How do we prove there is no natural number between $a$ and its successor $a\texttt{+}\texttt{+}$?

72 Views Asked by At

Let $a,b$ be natural numbers. Then $a < b$ if and only if $a\texttt{+}\texttt{+}\leq b$.

MY ATTEMPT

If $a < b$, we may suppose by contradiction that $a\texttt{+}\texttt{+} > b$. Thus we conclude that $a < b < a\texttt{+}\texttt{+}$, which is impossible, because there is no natural number between $a$ and $a\texttt{+}\texttt{+}$.

Conversely, if $a\texttt{+}\texttt{+}\leq b$, one has that $a < a\texttt{+}\texttt{+}\leq b$, and $a < b$. That is because $a\texttt{+}\texttt{+} = a + 1 > a$ by definition of order, where it has been used the fact that $a\texttt{+}\texttt{+} = (a+0)\texttt{+}\texttt{+} = a + 0\texttt{+}\texttt{+} = a + 1$.

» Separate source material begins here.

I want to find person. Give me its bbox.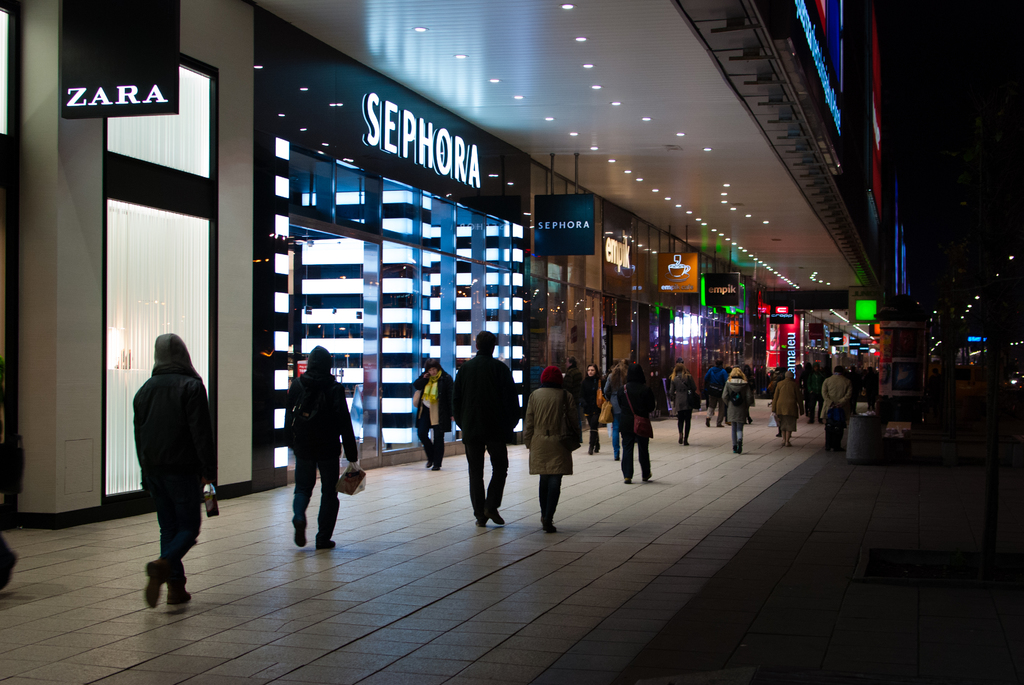
(x1=817, y1=359, x2=857, y2=447).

My question is: how do we prove there is no natural number between $a$ and $a\texttt{+}\texttt{+}$?

1

There are 1 best solutions below

0
On BEST ANSWER

Let me use $a^+$ for the successor, or the argument would be very cumbersome to write.

Saying that $a<b$ is the same as saying that $b=a+c$ for some $c>0$. Since $c>0$, we have $c=d^{+}$ and so $$ b=a+d^{+}=a^++d $$ Therefore $a^+\le b$.

Conversely, if $a^+\le b$, then $b=a^++c$ for some $c$. Hence $b=a+c^+$ and so $a<b$, because $c^+>0$.

This relies only on $x+y^+=x^++y$, that you can prove by induction.